What will the teabaggers do now?
The Religious Right must be in a flap and I'll bet the Council for National Policy are in closed door meetings as we speak.
How will they ever advance 'God's Foreign Policy' when the U.S. President promotes peace?
Stephen Harper might be in their corner but he hardly has the military might they need. What to do ... what to do ...
Sadly the people who will probably be the least proud of this will be the American people, since the Republican goon squad will be out in full force now.
Obama wins Nobel Peace Prize
Reuters
Fri Oct 9, 2009
By Wojciech Moskwa
OSLO (Reuters) - U.S. President Barack Obama won the Nobel Peace Prize on Friday for giving the world "hope for a better future" and striving for nuclear disarmament.
The decision to award one of the world's top accolades to a president less than nine months into his first term, who has yet to score a major foreign policy success, came as a major surprise.
The Norwegian Nobel Committee praised Obama for "his extraordinary efforts to strengthen international diplomacy and cooperation between peoples."
The first African-American to hold his country's highest office, Obama has called for disarmament and worked to restart the stalled Middle East peace process since taking office in January.
"Very rarely has a person to the same extent as Obama captured the world's attention and given its people hope for a better future," the committee said in a citation.
In a speech in Prague in April, Obama declared: "So today, I state clearly and with conviction America's commitment to seek the peace and security of a world without nuclear weapons."
But he was not the first American president to set that goal, and acknowledged it might not be reached in his lifetime.
On other pressing issues, he is still searching for breakthroughs on Iran's disputed nuclear program and on the stalled Middle East peace process. Israel's foreign minister said on Thursday there was no chance of a peace deal for many years. The Palestinian Islamist movement Hamas, which controls the Gaza Strip and opposes a peace treaty with Israel, said the award was premature at best.
"Obama has a long way to go still and lots of work to do before he can deserve a reward," said Hamas official Sami Abu Zuhri. "Obama only made promises and did not contribute any substance to world peace. And he has not done anything to ensure justice for the sake of Arab and Muslim causes."
"EMBARRASSING JOKE"
Issam al-Khazraji, a day laborer in Baghdad, said: "He doesn't deserve this prize. All these problems -- Iraq, Afghanistan -- have not been solved...The man of 'change' hasn't changed anything yet." (he's been in office nine months)
Liaqat Baluch, a senior leader of the Jamaat-e-Islami, a conservative religious party in Pakistan, called the award an embarrassing "joke."
But the chief Palestinian peace negotiator, Saeb Erekat, welcomed it and expressed hope that Obama "will be able to achieve peace in the Middle East."
Nobel Committee Chairman Thorbjoern Jagland rejected suggestions from journalists that Obama was getting the prize too early, saying it recognized what he had already done over the past year.
"We hope this can contribute a little bit to enhance what he is trying to do," he told a news conference.
The committee said it attached "special importance to Obama's vision of and work for a world without nuclear weapons," saying he had "created a new climate in international politics."
Without naming Obama's predecessor George W. Bush, it highlighted the differences in America's engagement with the rest of the world since the change of administration in January.
"Multilateral diplomacy has regained a central position, with emphasis on the role that the United Nations and other international institutions can play.
"Dialogue and negotiations are preferred as instruments for resolving even the most difficult international conflicts," it said, and the United States was playing a more constructive role in tackling climate change.
He is negotiating arms cuts with Russia, and last month dropped plans to base elements of a U.S. anti-missile shield in Poland and the Czech Republic. Moscow had seen the scheme as a threat, despite U.S. assurances it was directed against Iran.
On other pressing issues, Obama is deliberating whether to send more troops to fight the Taliban in Afghanistan, and is still searching for breakthroughs on Iran's disputed nuclear program and on Middle East peace.
Israel's foreign minister said on Thursday there was no chance of a peace deal for many years. Taliban spokesman Zabihullah Mujahid told Reuters: "The Nobel prize for peace? Obama should have won 'the Nobel Prize for escalating violence and killing civilians'."
At home, Obama's popularity is flagging under the pressure of rising unemployment and a divisive, sometimes bitter debate over his healthcare reform plans.
Abroad, he is still widely seen around the world as an inspirational figure.
Zimbabwean Prime Minister Morgan Tsvangirai, who had been tipped as a favorite for the prize, told Reuters that Obama was a deserving candidate and an "extraordinary example."
Obama's uncle Said Obama told Reuters by telephone from the president's ancestral village of Kogelo in western Kenya: "It is humbling for us as a family and we share in Barack's honor... we congratulate him."
Obama is the third senior U.S. Democrat to win the prize this decade after former Vice President Al Gore won in 2007 along with the U.N. climate panel and Jimmy Carter in 2002.
The prize worth 10 million Swedish crowns ($1.4 million) will be handed over in Oslo on December 10.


WHAT THE TASK ASKS => Set down the whole listing below exactly. The pictures stay out.

DATASET RECORDS =>
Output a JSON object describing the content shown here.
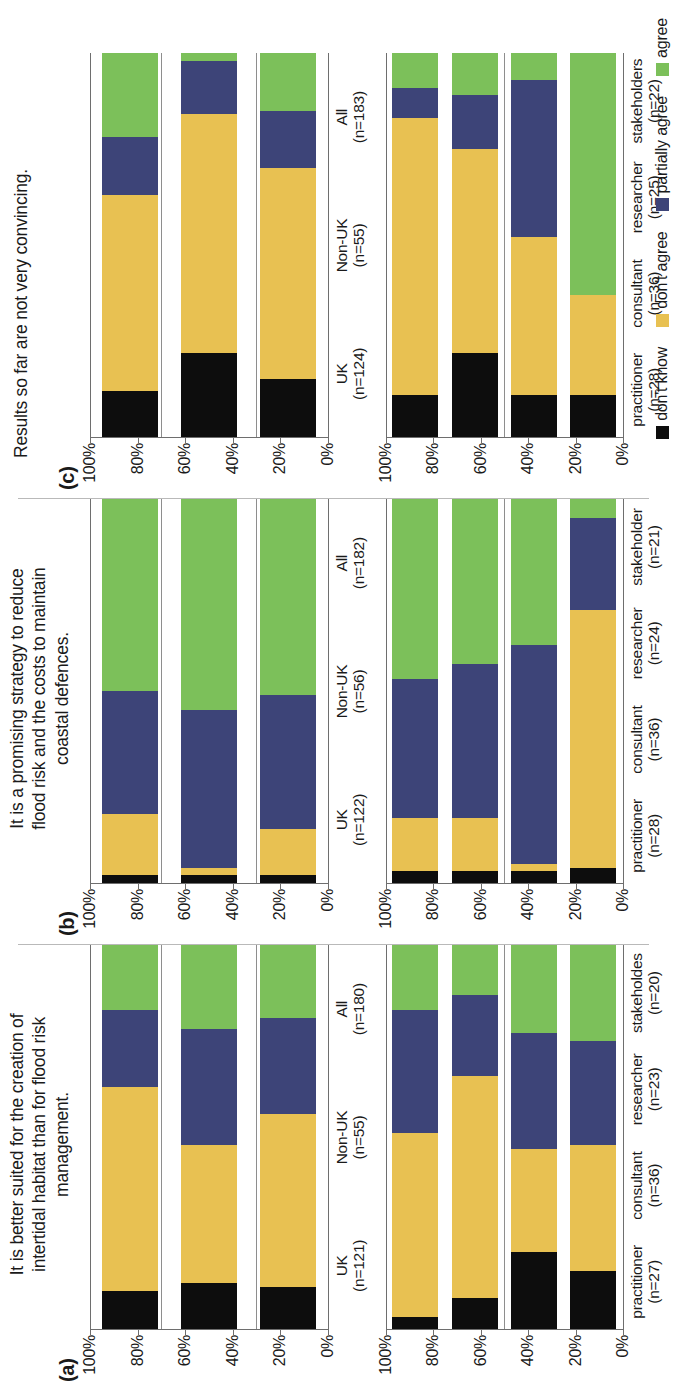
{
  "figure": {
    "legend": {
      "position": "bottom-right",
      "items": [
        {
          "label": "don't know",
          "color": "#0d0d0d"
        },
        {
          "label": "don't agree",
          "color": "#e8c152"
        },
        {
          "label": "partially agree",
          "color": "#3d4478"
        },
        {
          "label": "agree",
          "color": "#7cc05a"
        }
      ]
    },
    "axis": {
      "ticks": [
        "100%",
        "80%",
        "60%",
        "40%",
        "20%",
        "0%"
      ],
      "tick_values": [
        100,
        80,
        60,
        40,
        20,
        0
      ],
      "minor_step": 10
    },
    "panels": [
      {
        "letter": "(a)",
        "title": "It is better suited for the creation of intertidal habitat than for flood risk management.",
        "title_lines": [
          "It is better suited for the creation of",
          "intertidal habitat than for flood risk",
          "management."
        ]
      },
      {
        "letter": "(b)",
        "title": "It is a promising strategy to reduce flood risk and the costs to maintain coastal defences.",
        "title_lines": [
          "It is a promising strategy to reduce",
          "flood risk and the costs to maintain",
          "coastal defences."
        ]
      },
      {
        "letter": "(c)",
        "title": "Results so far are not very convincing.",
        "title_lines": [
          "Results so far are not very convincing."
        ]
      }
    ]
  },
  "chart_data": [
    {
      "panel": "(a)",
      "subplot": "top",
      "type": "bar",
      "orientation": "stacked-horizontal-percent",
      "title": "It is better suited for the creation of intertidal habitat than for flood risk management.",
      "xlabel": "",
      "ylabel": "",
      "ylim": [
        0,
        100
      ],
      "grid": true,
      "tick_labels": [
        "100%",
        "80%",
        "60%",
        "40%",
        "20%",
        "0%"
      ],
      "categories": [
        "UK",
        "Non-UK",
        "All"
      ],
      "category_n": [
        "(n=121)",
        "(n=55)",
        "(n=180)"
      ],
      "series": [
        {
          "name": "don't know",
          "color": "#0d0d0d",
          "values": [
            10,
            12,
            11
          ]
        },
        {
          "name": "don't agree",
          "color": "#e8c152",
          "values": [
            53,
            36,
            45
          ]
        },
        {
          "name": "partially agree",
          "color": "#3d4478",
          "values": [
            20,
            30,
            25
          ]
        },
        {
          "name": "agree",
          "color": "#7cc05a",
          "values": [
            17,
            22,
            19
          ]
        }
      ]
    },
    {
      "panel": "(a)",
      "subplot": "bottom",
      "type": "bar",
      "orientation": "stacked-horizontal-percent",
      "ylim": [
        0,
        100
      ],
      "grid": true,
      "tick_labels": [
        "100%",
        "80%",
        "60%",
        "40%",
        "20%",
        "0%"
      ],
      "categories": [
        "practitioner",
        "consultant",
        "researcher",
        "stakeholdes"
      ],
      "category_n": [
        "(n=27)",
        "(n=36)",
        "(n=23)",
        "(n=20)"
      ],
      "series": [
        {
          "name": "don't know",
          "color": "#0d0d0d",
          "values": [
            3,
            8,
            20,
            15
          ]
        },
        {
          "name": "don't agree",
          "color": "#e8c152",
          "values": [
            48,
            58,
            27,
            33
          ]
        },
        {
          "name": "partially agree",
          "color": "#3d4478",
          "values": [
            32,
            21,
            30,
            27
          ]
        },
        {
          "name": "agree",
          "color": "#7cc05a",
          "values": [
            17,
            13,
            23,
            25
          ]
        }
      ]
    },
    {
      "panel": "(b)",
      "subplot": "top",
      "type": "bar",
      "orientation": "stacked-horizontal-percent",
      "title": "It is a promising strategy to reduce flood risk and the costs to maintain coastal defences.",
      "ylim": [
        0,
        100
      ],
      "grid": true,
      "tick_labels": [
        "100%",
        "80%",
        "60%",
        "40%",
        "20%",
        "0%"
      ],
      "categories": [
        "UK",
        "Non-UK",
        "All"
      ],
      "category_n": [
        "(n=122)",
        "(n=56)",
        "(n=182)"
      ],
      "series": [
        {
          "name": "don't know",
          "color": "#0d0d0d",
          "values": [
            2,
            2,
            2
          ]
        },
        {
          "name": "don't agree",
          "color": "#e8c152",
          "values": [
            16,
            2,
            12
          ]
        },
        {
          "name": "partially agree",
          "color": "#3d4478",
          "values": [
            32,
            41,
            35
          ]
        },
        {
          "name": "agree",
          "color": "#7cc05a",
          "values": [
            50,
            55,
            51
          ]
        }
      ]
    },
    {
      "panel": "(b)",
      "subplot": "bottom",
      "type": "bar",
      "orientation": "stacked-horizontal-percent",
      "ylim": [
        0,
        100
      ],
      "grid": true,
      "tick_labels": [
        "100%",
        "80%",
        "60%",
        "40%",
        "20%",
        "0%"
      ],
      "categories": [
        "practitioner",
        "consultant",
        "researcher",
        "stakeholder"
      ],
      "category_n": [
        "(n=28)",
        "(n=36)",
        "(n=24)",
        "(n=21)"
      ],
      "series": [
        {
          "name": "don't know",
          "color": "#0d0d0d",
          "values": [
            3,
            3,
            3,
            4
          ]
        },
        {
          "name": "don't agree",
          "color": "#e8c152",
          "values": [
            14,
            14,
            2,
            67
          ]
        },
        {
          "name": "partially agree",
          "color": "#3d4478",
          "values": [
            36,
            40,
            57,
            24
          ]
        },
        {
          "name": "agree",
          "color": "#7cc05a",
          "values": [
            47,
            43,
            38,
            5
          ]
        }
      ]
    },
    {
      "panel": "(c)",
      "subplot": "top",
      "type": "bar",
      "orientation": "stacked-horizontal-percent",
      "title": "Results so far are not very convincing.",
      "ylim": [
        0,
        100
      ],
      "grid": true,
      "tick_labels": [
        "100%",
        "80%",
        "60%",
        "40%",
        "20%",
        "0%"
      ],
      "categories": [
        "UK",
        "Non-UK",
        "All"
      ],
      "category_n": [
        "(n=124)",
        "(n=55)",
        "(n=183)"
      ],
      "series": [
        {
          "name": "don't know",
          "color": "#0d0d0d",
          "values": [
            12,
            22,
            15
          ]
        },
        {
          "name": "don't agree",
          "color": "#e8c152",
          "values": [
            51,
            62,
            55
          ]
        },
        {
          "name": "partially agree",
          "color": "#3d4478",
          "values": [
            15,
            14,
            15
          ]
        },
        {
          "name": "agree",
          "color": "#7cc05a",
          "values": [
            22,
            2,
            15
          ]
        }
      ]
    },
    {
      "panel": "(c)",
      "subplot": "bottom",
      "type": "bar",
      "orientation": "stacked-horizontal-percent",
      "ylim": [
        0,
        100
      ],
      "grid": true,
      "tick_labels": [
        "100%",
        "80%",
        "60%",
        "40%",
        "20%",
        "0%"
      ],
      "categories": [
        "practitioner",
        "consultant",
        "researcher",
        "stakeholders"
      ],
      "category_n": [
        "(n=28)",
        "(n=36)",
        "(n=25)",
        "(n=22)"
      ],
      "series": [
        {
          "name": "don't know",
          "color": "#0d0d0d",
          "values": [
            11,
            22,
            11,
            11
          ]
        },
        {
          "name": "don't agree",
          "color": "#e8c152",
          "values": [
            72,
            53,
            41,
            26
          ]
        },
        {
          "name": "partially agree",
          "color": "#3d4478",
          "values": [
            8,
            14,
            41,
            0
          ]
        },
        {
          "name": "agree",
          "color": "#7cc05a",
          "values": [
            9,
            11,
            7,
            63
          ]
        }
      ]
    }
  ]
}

SOLUTION FOR THIS TASK =>
Output a JSON object describing the content shown here.
{
  "figure": {
    "legend": {
      "position": "bottom-right",
      "items": [
        {
          "label": "don't know",
          "color": "#0d0d0d"
        },
        {
          "label": "don't agree",
          "color": "#e8c152"
        },
        {
          "label": "partially agree",
          "color": "#3d4478"
        },
        {
          "label": "agree",
          "color": "#7cc05a"
        }
      ]
    },
    "axis": {
      "ticks": [
        "100%",
        "80%",
        "60%",
        "40%",
        "20%",
        "0%"
      ],
      "tick_values": [
        100,
        80,
        60,
        40,
        20,
        0
      ],
      "minor_step": 10
    },
    "panels": [
      {
        "letter": "(a)",
        "title": "It is better suited for the creation of intertidal habitat than for flood risk management.",
        "title_lines": [
          "It is better suited for the creation of",
          "intertidal habitat than for flood risk",
          "management."
        ]
      },
      {
        "letter": "(b)",
        "title": "It is a promising strategy to reduce flood risk and the costs to maintain coastal defences.",
        "title_lines": [
          "It is a promising strategy to reduce",
          "flood risk and the costs to maintain",
          "coastal defences."
        ]
      },
      {
        "letter": "(c)",
        "title": "Results so far are not very convincing.",
        "title_lines": [
          "Results so far are not very convincing."
        ]
      }
    ]
  },
  "chart_data": [
    {
      "panel": "(a)",
      "subplot": "top",
      "type": "bar",
      "orientation": "stacked-horizontal-percent",
      "title": "It is better suited for the creation of intertidal habitat than for flood risk management.",
      "xlabel": "",
      "ylabel": "",
      "ylim": [
        0,
        100
      ],
      "grid": true,
      "tick_labels": [
        "100%",
        "80%",
        "60%",
        "40%",
        "20%",
        "0%"
      ],
      "categories": [
        "UK",
        "Non-UK",
        "All"
      ],
      "category_n": [
        "(n=121)",
        "(n=55)",
        "(n=180)"
      ],
      "series": [
        {
          "name": "don't know",
          "color": "#0d0d0d",
          "values": [
            10,
            12,
            11
          ]
        },
        {
          "name": "don't agree",
          "color": "#e8c152",
          "values": [
            53,
            36,
            45
          ]
        },
        {
          "name": "partially agree",
          "color": "#3d4478",
          "values": [
            20,
            30,
            25
          ]
        },
        {
          "name": "agree",
          "color": "#7cc05a",
          "values": [
            17,
            22,
            19
          ]
        }
      ]
    },
    {
      "panel": "(a)",
      "subplot": "bottom",
      "type": "bar",
      "orientation": "stacked-horizontal-percent",
      "ylim": [
        0,
        100
      ],
      "grid": true,
      "tick_labels": [
        "100%",
        "80%",
        "60%",
        "40%",
        "20%",
        "0%"
      ],
      "categories": [
        "practitioner",
        "consultant",
        "researcher",
        "stakeholdes"
      ],
      "category_n": [
        "(n=27)",
        "(n=36)",
        "(n=23)",
        "(n=20)"
      ],
      "series": [
        {
          "name": "don't know",
          "color": "#0d0d0d",
          "values": [
            3,
            8,
            20,
            15
          ]
        },
        {
          "name": "don't agree",
          "color": "#e8c152",
          "values": [
            48,
            58,
            27,
            33
          ]
        },
        {
          "name": "partially agree",
          "color": "#3d4478",
          "values": [
            32,
            21,
            30,
            27
          ]
        },
        {
          "name": "agree",
          "color": "#7cc05a",
          "values": [
            17,
            13,
            23,
            25
          ]
        }
      ]
    },
    {
      "panel": "(b)",
      "subplot": "top",
      "type": "bar",
      "orientation": "stacked-horizontal-percent",
      "title": "It is a promising strategy to reduce flood risk and the costs to maintain coastal defences.",
      "ylim": [
        0,
        100
      ],
      "grid": true,
      "tick_labels": [
        "100%",
        "80%",
        "60%",
        "40%",
        "20%",
        "0%"
      ],
      "categories": [
        "UK",
        "Non-UK",
        "All"
      ],
      "category_n": [
        "(n=122)",
        "(n=56)",
        "(n=182)"
      ],
      "series": [
        {
          "name": "don't know",
          "color": "#0d0d0d",
          "values": [
            2,
            2,
            2
          ]
        },
        {
          "name": "don't agree",
          "color": "#e8c152",
          "values": [
            16,
            2,
            12
          ]
        },
        {
          "name": "partially agree",
          "color": "#3d4478",
          "values": [
            32,
            41,
            35
          ]
        },
        {
          "name": "agree",
          "color": "#7cc05a",
          "values": [
            50,
            55,
            51
          ]
        }
      ]
    },
    {
      "panel": "(b)",
      "subplot": "bottom",
      "type": "bar",
      "orientation": "stacked-horizontal-percent",
      "ylim": [
        0,
        100
      ],
      "grid": true,
      "tick_labels": [
        "100%",
        "80%",
        "60%",
        "40%",
        "20%",
        "0%"
      ],
      "categories": [
        "practitioner",
        "consultant",
        "researcher",
        "stakeholder"
      ],
      "category_n": [
        "(n=28)",
        "(n=36)",
        "(n=24)",
        "(n=21)"
      ],
      "series": [
        {
          "name": "don't know",
          "color": "#0d0d0d",
          "values": [
            3,
            3,
            3,
            4
          ]
        },
        {
          "name": "don't agree",
          "color": "#e8c152",
          "values": [
            14,
            14,
            2,
            67
          ]
        },
        {
          "name": "partially agree",
          "color": "#3d4478",
          "values": [
            36,
            40,
            57,
            24
          ]
        },
        {
          "name": "agree",
          "color": "#7cc05a",
          "values": [
            47,
            43,
            38,
            5
          ]
        }
      ]
    },
    {
      "panel": "(c)",
      "subplot": "top",
      "type": "bar",
      "orientation": "stacked-horizontal-percent",
      "title": "Results so far are not very convincing.",
      "ylim": [
        0,
        100
      ],
      "grid": true,
      "tick_labels": [
        "100%",
        "80%",
        "60%",
        "40%",
        "20%",
        "0%"
      ],
      "categories": [
        "UK",
        "Non-UK",
        "All"
      ],
      "category_n": [
        "(n=124)",
        "(n=55)",
        "(n=183)"
      ],
      "series": [
        {
          "name": "don't know",
          "color": "#0d0d0d",
          "values": [
            12,
            22,
            15
          ]
        },
        {
          "name": "don't agree",
          "color": "#e8c152",
          "values": [
            51,
            62,
            55
          ]
        },
        {
          "name": "partially agree",
          "color": "#3d4478",
          "values": [
            15,
            14,
            15
          ]
        },
        {
          "name": "agree",
          "color": "#7cc05a",
          "values": [
            22,
            2,
            15
          ]
        }
      ]
    },
    {
      "panel": "(c)",
      "subplot": "bottom",
      "type": "bar",
      "orientation": "stacked-horizontal-percent",
      "ylim": [
        0,
        100
      ],
      "grid": true,
      "tick_labels": [
        "100%",
        "80%",
        "60%",
        "40%",
        "20%",
        "0%"
      ],
      "categories": [
        "practitioner",
        "consultant",
        "researcher",
        "stakeholders"
      ],
      "category_n": [
        "(n=28)",
        "(n=36)",
        "(n=25)",
        "(n=22)"
      ],
      "series": [
        {
          "name": "don't know",
          "color": "#0d0d0d",
          "values": [
            11,
            22,
            11,
            11
          ]
        },
        {
          "name": "don't agree",
          "color": "#e8c152",
          "values": [
            72,
            53,
            41,
            26
          ]
        },
        {
          "name": "partially agree",
          "color": "#3d4478",
          "values": [
            8,
            14,
            41,
            0
          ]
        },
        {
          "name": "agree",
          "color": "#7cc05a",
          "values": [
            9,
            11,
            7,
            63
          ]
        }
      ]
    }
  ]
}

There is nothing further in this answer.